Interviews with Scholars of France about their New Books
Support our show by becoming a premium member! https://newbooksnetwork.supportingcast.fm/french-studies

New Books in French Studies Marshall Poe

    • Society & Culture

Interviews with Scholars of France about their New Books
Support our show by becoming a premium member! https://newbooksnetwork.supportingcast.fm/french-studies

    Elisa Camiscioli, "Selling French Sex: Prostitution, Trafficking, and Global Migrations" (Cambridge UP, 2024)

    Elisa Camiscioli, "Selling French Sex: Prostitution, Trafficking, and Global Migrations" (Cambridge UP, 2024)

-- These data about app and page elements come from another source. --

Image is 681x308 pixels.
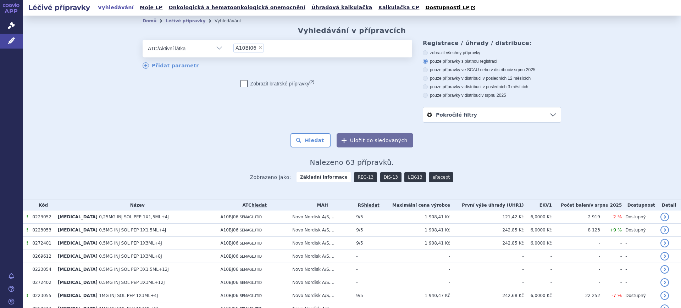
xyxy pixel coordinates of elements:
td: - [524,250,552,263]
td: 242,85 Kč [450,237,524,250]
td: Dostupný [622,211,657,224]
td: - [524,276,552,289]
a: Kalkulačka CP [376,3,422,12]
td: - [524,263,552,276]
td: Novo Nordisk A/S,... [289,289,352,302]
label: Zobrazit bratrské přípravky [240,80,315,87]
td: - [600,250,622,263]
a: detail [660,291,669,300]
span: 0,5MG INJ SOL PEP 3X3ML+12J [99,280,165,285]
td: - [600,276,622,289]
span: Tento přípravek má více úhrad. [26,215,28,219]
a: Domů [143,18,156,23]
td: - [552,276,600,289]
a: LEK-13 [404,172,426,182]
span: Tento přípravek má více úhrad. [26,228,28,233]
span: SEMAGLUTID [240,255,262,258]
span: SEMAGLUTID [240,268,262,272]
span: v srpnu 2025 [481,93,506,98]
td: 6,0000 Kč [524,237,552,250]
label: pouze přípravky v distribuci [423,93,561,98]
span: A10BJ06 [221,267,239,272]
span: +9 % [609,227,622,233]
td: - [600,263,622,276]
td: 242,85 Kč [450,224,524,237]
a: Moje LP [138,3,165,12]
span: A10BJ06 [221,241,239,246]
td: 121,42 Kč [450,211,524,224]
td: 0223054 [29,263,54,276]
span: v srpnu 2025 [511,67,535,72]
td: Dostupný [622,224,657,237]
span: SEMAGLUTID [240,228,262,232]
a: DIS-13 [380,172,401,182]
td: 22 252 [552,289,600,302]
th: RS [352,200,381,211]
th: První výše úhrady (UHR1) [450,200,524,211]
td: - [552,250,600,263]
a: Pokročilé filtry [423,107,561,122]
td: 8 123 [552,224,600,237]
td: - [622,263,657,276]
a: detail [660,252,669,261]
span: Zobrazeno jako: [250,172,291,182]
span: × [258,45,262,50]
strong: Základní informace [296,172,351,182]
td: 0223055 [29,289,54,302]
span: Tento přípravek má více úhrad. [26,241,28,246]
td: 0269612 [29,250,54,263]
span: SEMAGLUTID [240,215,262,219]
a: REG-13 [354,172,377,182]
label: pouze přípravky ve SCAU nebo v distribuci [423,67,561,73]
td: - [352,263,381,276]
a: Přidat parametr [143,62,199,69]
td: Novo Nordisk A/S,... [289,211,352,224]
span: 9/5 [356,293,363,298]
span: [MEDICAL_DATA] [58,254,98,259]
span: [MEDICAL_DATA] [58,228,98,233]
li: Vyhledávání [215,16,250,26]
a: Úhradová kalkulačka [309,3,374,12]
td: 6,0000 Kč [524,289,552,302]
span: [MEDICAL_DATA] [58,267,98,272]
button: Uložit do sledovaných [337,133,413,148]
a: hledat [251,203,267,208]
span: -7 % [611,293,622,298]
h2: Léčivé přípravky [23,2,96,12]
span: 0,5MG INJ SOL PEP 1X3ML+8J [99,254,162,259]
a: Onkologická a hematoonkologická onemocnění [166,3,307,12]
td: Novo Nordisk A/S,... [289,237,352,250]
span: SEMAGLUTID [240,281,262,285]
a: detail [660,278,669,287]
a: Léčivé přípravky [166,18,205,23]
span: 0,5MG INJ SOL PEP 3X1,5ML+12J [99,267,169,272]
td: - [450,276,524,289]
td: 2 919 [552,211,600,224]
span: 0,5MG INJ SOL PEP 1X1,5ML+4J [99,228,166,233]
td: 0272402 [29,276,54,289]
span: [MEDICAL_DATA] [58,293,98,298]
span: Tento přípravek má více úhrad. [26,293,28,298]
th: Počet balení [552,200,622,211]
td: 242,68 Kč [450,289,524,302]
td: Novo Nordisk A/S,... [289,250,352,263]
span: [MEDICAL_DATA] [58,241,98,246]
td: Novo Nordisk A/S,... [289,263,352,276]
td: 1 940,47 Kč [381,289,450,302]
span: 0,25MG INJ SOL PEP 1X1,5ML+4J [99,215,169,219]
td: Dostupný [622,289,657,302]
td: 1 908,41 Kč [381,237,450,250]
th: Dostupnost [622,200,657,211]
a: eRecept [429,172,453,182]
span: [MEDICAL_DATA] [58,215,98,219]
a: detail [660,239,669,248]
td: - [622,276,657,289]
td: - [622,237,657,250]
th: Název [54,200,217,211]
a: detail [660,265,669,274]
label: pouze přípravky v distribuci v posledních 3 měsících [423,84,561,90]
h3: Registrace / úhrady / distribuce: [423,40,561,46]
a: detail [660,226,669,234]
span: A10BJ06 [221,293,239,298]
td: 1 908,41 Kč [381,211,450,224]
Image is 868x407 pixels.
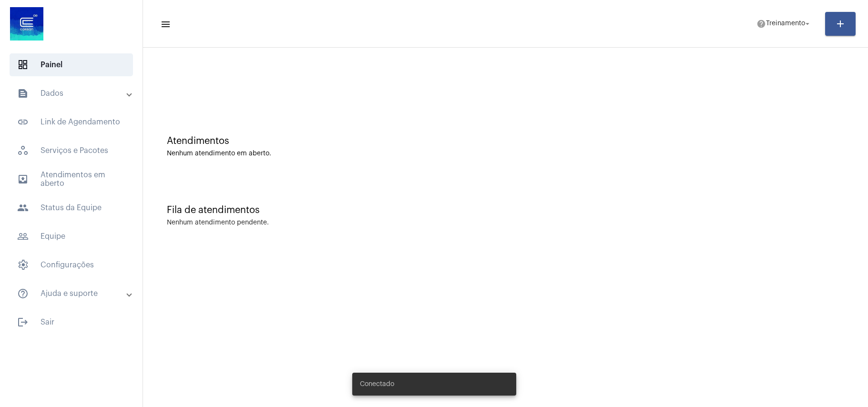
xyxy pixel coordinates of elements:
[750,14,817,33] button: Treinamento
[9,311,133,334] span: Sair
[9,111,133,133] span: Link de Agendamento
[756,19,766,28] mat-icon: help
[9,196,133,219] span: Status da Equipe
[167,136,844,146] div: Atendimentos
[8,5,46,43] img: d4669ae0-8c07-2337-4f67-34b0df7f5ae4.jpeg
[17,288,128,299] mat-panel-title: Ajuda e suporte
[803,20,811,28] mat-icon: arrow_drop_down
[766,21,805,27] span: Treinamento
[17,116,28,128] mat-icon: sidenav icon
[9,254,133,277] span: Configurações
[6,82,142,105] mat-expansion-panel-header: sidenav iconDados
[360,379,394,389] span: Conectado
[17,202,28,213] mat-icon: sidenav icon
[835,18,846,30] mat-icon: add
[17,145,28,157] span: sidenav icon
[167,219,269,226] div: Nenhum atendimento pendente.
[167,205,844,216] div: Fila de atendimentos
[17,231,28,242] mat-icon: sidenav icon
[9,53,133,77] span: Painel
[17,88,128,99] mat-panel-title: Dados
[17,260,28,271] span: sidenav icon
[9,225,133,248] span: Equipe
[17,174,28,185] mat-icon: sidenav icon
[17,288,28,299] mat-icon: sidenav icon
[17,317,28,328] mat-icon: sidenav icon
[9,168,133,191] span: Atendimentos em aberto
[6,282,142,305] mat-expansion-panel-header: sidenav iconAjuda e suporte
[167,150,844,157] div: Nenhum atendimento em aberto.
[17,88,28,99] mat-icon: sidenav icon
[17,59,28,71] span: sidenav icon
[9,139,133,162] span: Serviços e Pacotes
[160,18,169,30] mat-icon: sidenav icon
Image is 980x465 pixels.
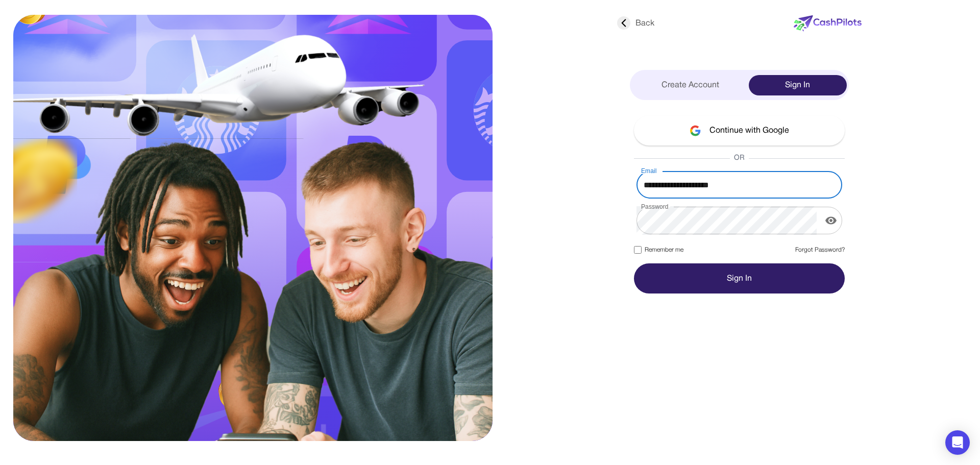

    Selling French Sex: Prostitution, Trafficking, and Global Migrations (Cambridge UP, 2024) is an illuminating account of the cultural, social, and economic history of the sale of 'French sex'. It explores the discourses and experiences surrounding the early twentieth century debate on sex trafficking, which mobilized various international reform movements to combat the coerced prostitution of young women abroad. According to popular legend and empirical studies, French women were present in brothels all over the world, where they were the most desired and best paid in the business. But were they trafficking victims or willing migrants? In this timely book, Elisa Camiscioli reconstructs the networks and mechanisms of cross-border migrations for sexual labor; elucidates women's motives for leaving and staying; and explains why French migrant sexual labor occupied such a prominent place in the underworld of prostitution, as well as in the imaginaries of anti-trafficking campaigners, immigration officials, and ordinary consumers of vice.
    Elisa Camiscioli is a professor of history at Binghamton University. She specializes in immigration to and from France, sex trafficking, and race and sexual politics in modern France and its empire. She completed a B.A., cum laude, at University of Pennsylvania and earned a M.A. and Ph.D. from the University of Chicago. In addition to a number of peer-reviewed articles, she is the author of Reproducing the French Race: Immigration, Intimacy, and Embodiment in the Early Twentieth Century (Duke University Press. 2009). Dr. Camiscioli was co-editor of the Journal of Women's History from 2015 to 2020.
    Learn more about your ad choices. Visit megaphone.fm/adchoices
    Support our show by becoming a premium member! https://newbooksnetwork.supportingcast.fm/french-studies

    • 1 hr 8 min
    Polo B. Moji, "Gender and the Spatiality of Blackness in Contemporary AfroFrench Narratives" (Routledge, 2022)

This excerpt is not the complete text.